Two Hayward residents say that’s too high, and could be dangerous.
Chris Ruckdaschel is Executive Director of the Hayward Chamber of Commerce. He and Mark Lundeen— Station Manager of WHSM and WBZH— brought their concerns to the Sawyer County Highway Traffic Safety Committee meeting last week.
Drivers approaching the crosswalk from approximately 100 feet often do not have an adequate low‐level warning to alert them that a pedestrian is in or entering the crosswalk.
Lundeen says that he’s experienced this himself while using the crosswalk to get across to Main Street.
“I’m waving my hands and yelling at them and they just go right by like they’re not even paying attention,” says Lundeen.
Lundeen adds that he is also worried about more people using the crosswalk to get from the parking lot of the Chamber building to the new Lumber Exchange building on Main Street, which opens this summer.
The crosswalk is right next to the Hayward Chamber of Commerce building. Ruckdaschel says that members in the community have discussed the same concern with him.

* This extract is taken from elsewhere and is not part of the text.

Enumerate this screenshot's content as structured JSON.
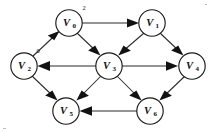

The Hayward Area Chamber of Commerce & Hayward Lakes Visitors & Convention Bureau staff provide bright orange hand‐flags at the crossing for pedestrians to hold and wave while crossing during the summer months and early fall. It’s a temporary solution.
“Even in recent years, we have even received more comments from the public, folks stopping into our information center, whether it be close calls or that, “man this seems kind of dangerous,” says Ruckdaschel.
Lundeen and Ruckdaschel have spoken with a representative for the Wisconsin Department of Transportation as an effort to improve the signaling system.